Why I’m Wrong

Have I insulted your favorite film? Praised a picture you just can't stand? Here's your chance to set me straight. E-mail your opinion to comments@larsenonfilm.com and they'll be posted on this page.

Pain & Gain as offensive as they come

Seriously Josh! I can’t believe that anyone could actually give Pain & Gain a positive review. It’s seriously one of the worst films I’ve ever seen. Have you ever seen a film where women were objectified more? Marky Mark gives The Rock his woman as a gift! Every female character is incredibly dumb except maybe Rebel Wilson, who’s just being Rebel Wilson. How about Marky Mark’s rant about how terrible China is? Or the obligatory scene with a little person? Or the priest coming on to The Rock and him beating the priest up for comic effect? One of the most offensive films I’ve ever seen!

From: Zach Stetson

Spring Breakers a cautionary tale

Just had a chance to catch up with Spring Breakers this weekend as it got its UK release and I was very impressed. We can all agree that Franco was excellent although until you guys said it on Filmspotting I hadn’t really thought about it, but yes this has to be his best performance yet. Alien could so easily be caricature. Where we differ, Josh, is in what happens when the film becomes increasingly divorced from reality. Crucially I did not think that the film became flimsy. I thought that it carried through Korine’s argument that people who worship money and crave more and more possessions (“Look at my shit!”) are headed down a bad path.

Hardly revolutionary, but when the two girls go after Alien’s rival at the end what do we hear on the soundtrack? I believe it is Faith’s call to her mother about how great spring break is and how spiritual the whole experience has been. The contrast with what is happening on screen is something. I had a very different reading of the ending. What about their phone calls telling their mothers they’re going to be the best they can be, that they’re going to be good? I didn’t get the sense that they were going to prey on middle America, but in fact they were finally escaping spring break to return to reality.

From: Chris Bentley-Smith

Latest Die Hard just a generic action movie

I’m a huge fan of the Die Hard series – ridiculous explosions, witty banter and remember the brilliant pairing of McClane and Sammy J in the third installment? The best of the series has always had themes and dialogue that allowed smarter-than-average audiences to allow themselves to enjoy over-the-top explosions and cars set flying into helicopters. But A Good Day to Die Hard only showed audiences that it’s time to let McClane die.

The plot did not engage  – I felt like I had no reason to root for McClane, who was not defending his country, but rather causing chaos in someone else’s. And where in the heck did the son come from? While Die Hard fans all have vague memories of daughter Lucy, who played a prominent role in Live Free or Die Hard, I felt no connection to Jack whatsoever. After watching A Good Day, my fiancé and I had to go back through and re-watch the original to spot a picture of young Jack on his mother’s desk at her doomed office building, at which point, my reaction was, “I GUESS he had a son, but who cares?” (McClane seemed to have a stronger affinity for the pretentious, asthmatic I’m-a-Mac kid in Live Free.)

And I could have gotten over the weak plot had the writers included some high-quality dialogue and decent one-liners, but even the hallmark “yippie-cay-yay mother****er” landed flat after an unremarkable anti-climactic series of explosions that made me seriously question whether the writer had tossed it in as an afterthought.

In fact, throughout A Good Day, I wondered whether the screenplay had originally been a generic action script later poorly repurposed for the Die Hard series, because I left the theater not feeling like I’d seen another great Die Hard movie, but rather just another uninspired action movie.

From: Jenette Sturges

Oz the pathetic and clunky

Josh, I can’t believe how disappointed I am with you! I have agreed with you 90% of the time on your reviews, and the other ten percent of the time I usually find truth to what you say. I am on your side nearly point for point when it comes to Argo and The Impossible. Cedar Rapids IS brilliant comedy and well deserving of your praise and I actually did enjoy (though not as much as you did) Casa De Mi Padre. But your review of Oz, The Great and Powerful nearly made me lose faith in you.

You liked this? Seriously? The CG was so superimposed that you could nearly feel the treadmill under the actor’s feet. There was absolutely no spacial connection between the characters and the scenery. Mila Kunis was not her usually delightful self and delivered her lines with the quality of a high school play performance. Franco was intolerable. Structurally the film was a mess with nearly two first acts, a pathetic ordeal, with a very clunky and anti climatic second act climax. I wasn’t expecting another Wizard of Oz, but I wanted to be swept away and feel the magic, yet all I could see were the very clunky, stubby hands of Sam Raimi.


WORK INSTRUCTIONS:
In your transcription, keep every record exact and leave out the pictures.

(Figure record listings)
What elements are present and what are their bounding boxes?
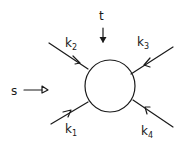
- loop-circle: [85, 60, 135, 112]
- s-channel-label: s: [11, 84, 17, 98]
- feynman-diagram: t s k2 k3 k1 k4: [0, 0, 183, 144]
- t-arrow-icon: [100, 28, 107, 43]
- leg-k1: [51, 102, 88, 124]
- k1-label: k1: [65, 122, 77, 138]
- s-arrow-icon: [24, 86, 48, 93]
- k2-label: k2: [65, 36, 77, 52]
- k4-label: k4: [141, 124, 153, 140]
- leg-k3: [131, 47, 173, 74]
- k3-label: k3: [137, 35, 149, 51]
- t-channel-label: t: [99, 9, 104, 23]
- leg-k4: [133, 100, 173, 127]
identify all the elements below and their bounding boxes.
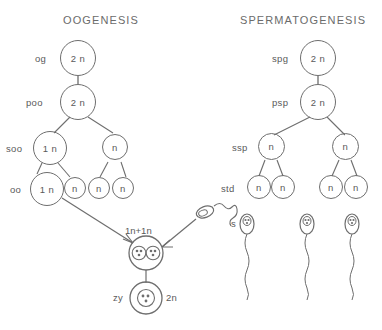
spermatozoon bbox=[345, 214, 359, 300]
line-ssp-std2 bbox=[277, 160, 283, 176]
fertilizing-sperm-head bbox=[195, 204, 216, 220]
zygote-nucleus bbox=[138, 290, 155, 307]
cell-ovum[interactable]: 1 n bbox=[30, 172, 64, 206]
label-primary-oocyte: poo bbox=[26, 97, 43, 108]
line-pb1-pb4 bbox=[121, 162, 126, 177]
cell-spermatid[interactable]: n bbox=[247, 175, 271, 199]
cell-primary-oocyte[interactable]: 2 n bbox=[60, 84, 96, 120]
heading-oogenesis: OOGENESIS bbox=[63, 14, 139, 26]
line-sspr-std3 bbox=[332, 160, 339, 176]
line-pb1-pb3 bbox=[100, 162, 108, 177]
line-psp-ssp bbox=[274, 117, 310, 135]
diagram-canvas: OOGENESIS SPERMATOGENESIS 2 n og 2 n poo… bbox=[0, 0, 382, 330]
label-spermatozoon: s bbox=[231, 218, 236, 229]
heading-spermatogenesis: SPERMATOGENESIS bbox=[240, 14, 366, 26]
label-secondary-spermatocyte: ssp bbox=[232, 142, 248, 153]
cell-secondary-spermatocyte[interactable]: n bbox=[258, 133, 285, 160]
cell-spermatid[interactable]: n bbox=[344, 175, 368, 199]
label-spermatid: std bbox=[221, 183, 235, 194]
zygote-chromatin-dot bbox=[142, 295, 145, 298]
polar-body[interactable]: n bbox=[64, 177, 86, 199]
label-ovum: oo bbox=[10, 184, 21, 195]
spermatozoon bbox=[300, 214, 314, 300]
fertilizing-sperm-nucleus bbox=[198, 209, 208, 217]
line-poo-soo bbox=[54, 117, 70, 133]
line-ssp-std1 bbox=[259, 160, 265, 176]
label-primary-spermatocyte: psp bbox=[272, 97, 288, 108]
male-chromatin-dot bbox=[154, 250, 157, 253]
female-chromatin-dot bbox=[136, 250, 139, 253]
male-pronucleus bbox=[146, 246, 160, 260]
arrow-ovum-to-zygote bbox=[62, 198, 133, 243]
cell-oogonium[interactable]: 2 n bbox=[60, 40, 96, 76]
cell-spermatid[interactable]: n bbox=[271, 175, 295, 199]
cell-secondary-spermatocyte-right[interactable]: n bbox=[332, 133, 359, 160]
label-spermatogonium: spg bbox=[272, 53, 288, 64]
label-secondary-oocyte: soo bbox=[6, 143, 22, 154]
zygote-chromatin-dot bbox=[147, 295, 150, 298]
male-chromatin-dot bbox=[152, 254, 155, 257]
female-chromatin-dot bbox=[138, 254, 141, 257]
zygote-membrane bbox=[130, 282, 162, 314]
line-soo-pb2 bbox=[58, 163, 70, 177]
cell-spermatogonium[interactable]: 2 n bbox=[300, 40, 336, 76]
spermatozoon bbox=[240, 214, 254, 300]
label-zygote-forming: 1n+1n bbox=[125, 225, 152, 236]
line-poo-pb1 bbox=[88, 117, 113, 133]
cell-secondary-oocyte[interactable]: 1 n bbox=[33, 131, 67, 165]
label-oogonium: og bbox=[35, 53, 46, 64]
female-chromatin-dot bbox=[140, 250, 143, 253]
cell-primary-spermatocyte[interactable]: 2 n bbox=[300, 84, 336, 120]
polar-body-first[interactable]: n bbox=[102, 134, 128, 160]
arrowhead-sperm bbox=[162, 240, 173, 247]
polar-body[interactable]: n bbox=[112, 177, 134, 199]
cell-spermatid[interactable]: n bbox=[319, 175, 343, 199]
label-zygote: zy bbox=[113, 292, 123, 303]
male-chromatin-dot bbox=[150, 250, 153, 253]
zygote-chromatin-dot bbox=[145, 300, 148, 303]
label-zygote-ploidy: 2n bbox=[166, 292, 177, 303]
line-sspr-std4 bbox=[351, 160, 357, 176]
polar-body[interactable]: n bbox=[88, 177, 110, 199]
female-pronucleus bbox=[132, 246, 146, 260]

RESPONSE TO THIS EXERCISE:
What elements are present and what are their bounding boxes?
- loop-circle: [85, 60, 135, 112]
- s-channel-label: s: [11, 84, 17, 98]
- feynman-diagram: t s k2 k3 k1 k4: [0, 0, 183, 144]
- t-arrow-icon: [100, 28, 107, 43]
- leg-k1: [51, 102, 88, 124]
- k1-label: k1: [65, 122, 77, 138]
- s-arrow-icon: [24, 86, 48, 93]
- k2-label: k2: [65, 36, 77, 52]
- k4-label: k4: [141, 124, 153, 140]
- leg-k3: [131, 47, 173, 74]
- k3-label: k3: [137, 35, 149, 51]
- t-channel-label: t: [99, 9, 104, 23]
- leg-k4: [133, 100, 173, 127]
identify all the elements below and their bounding boxes.
spermatozoon bbox=[345, 214, 359, 300]
line-ssp-std2 bbox=[277, 160, 283, 176]
fertilizing-sperm-head bbox=[195, 204, 216, 220]
zygote-nucleus bbox=[138, 290, 155, 307]
cell-ovum[interactable]: 1 n bbox=[30, 172, 64, 206]
label-primary-oocyte: poo bbox=[26, 97, 43, 108]
line-pb1-pb4 bbox=[121, 162, 126, 177]
cell-spermatid[interactable]: n bbox=[247, 175, 271, 199]
cell-primary-oocyte[interactable]: 2 n bbox=[60, 84, 96, 120]
heading-oogenesis: OOGENESIS bbox=[63, 14, 139, 26]
line-sspr-std3 bbox=[332, 160, 339, 176]
line-pb1-pb3 bbox=[100, 162, 108, 177]
line-psp-ssp bbox=[274, 117, 310, 135]
diagram-canvas: OOGENESIS SPERMATOGENESIS 2 n og 2 n poo… bbox=[0, 0, 382, 330]
label-spermatozoon: s bbox=[231, 218, 236, 229]
heading-spermatogenesis: SPERMATOGENESIS bbox=[240, 14, 366, 26]
label-secondary-spermatocyte: ssp bbox=[232, 142, 248, 153]
cell-secondary-spermatocyte[interactable]: n bbox=[258, 133, 285, 160]
cell-spermatid[interactable]: n bbox=[344, 175, 368, 199]
label-spermatid: std bbox=[221, 183, 235, 194]
zygote-chromatin-dot bbox=[142, 295, 145, 298]
polar-body[interactable]: n bbox=[64, 177, 86, 199]
label-ovum: oo bbox=[10, 184, 21, 195]
spermatozoon bbox=[300, 214, 314, 300]
fertilizing-sperm-nucleus bbox=[198, 209, 208, 217]
line-poo-soo bbox=[54, 117, 70, 133]
line-ssp-std1 bbox=[259, 160, 265, 176]
label-primary-spermatocyte: psp bbox=[272, 97, 288, 108]
male-chromatin-dot bbox=[154, 250, 157, 253]
female-chromatin-dot bbox=[136, 250, 139, 253]
male-pronucleus bbox=[146, 246, 160, 260]
arrow-ovum-to-zygote bbox=[62, 198, 133, 243]
cell-oogonium[interactable]: 2 n bbox=[60, 40, 96, 76]
cell-spermatid[interactable]: n bbox=[271, 175, 295, 199]
cell-secondary-spermatocyte-right[interactable]: n bbox=[332, 133, 359, 160]
label-spermatogonium: spg bbox=[272, 53, 288, 64]
label-secondary-oocyte: soo bbox=[6, 143, 22, 154]
zygote-chromatin-dot bbox=[147, 295, 150, 298]
male-chromatin-dot bbox=[152, 254, 155, 257]
female-chromatin-dot bbox=[138, 254, 141, 257]
zygote-membrane bbox=[130, 282, 162, 314]
line-soo-pb2 bbox=[58, 163, 70, 177]
cell-spermatogonium[interactable]: 2 n bbox=[300, 40, 336, 76]
spermatozoon bbox=[240, 214, 254, 300]
label-zygote-forming: 1n+1n bbox=[125, 225, 152, 236]
line-poo-pb1 bbox=[88, 117, 113, 133]
cell-secondary-oocyte[interactable]: 1 n bbox=[33, 131, 67, 165]
label-oogonium: og bbox=[35, 53, 46, 64]
female-chromatin-dot bbox=[140, 250, 143, 253]
cell-primary-spermatocyte[interactable]: 2 n bbox=[300, 84, 336, 120]
polar-body-first[interactable]: n bbox=[102, 134, 128, 160]
arrowhead-sperm bbox=[162, 240, 173, 247]
polar-body[interactable]: n bbox=[112, 177, 134, 199]
cell-spermatid[interactable]: n bbox=[319, 175, 343, 199]
label-zygote: zy bbox=[113, 292, 123, 303]
male-chromatin-dot bbox=[150, 250, 153, 253]
zygote-chromatin-dot bbox=[145, 300, 148, 303]
label-zygote-ploidy: 2n bbox=[166, 292, 177, 303]
line-sspr-std4 bbox=[351, 160, 357, 176]
polar-body[interactable]: n bbox=[88, 177, 110, 199]
female-pronucleus bbox=[132, 246, 146, 260]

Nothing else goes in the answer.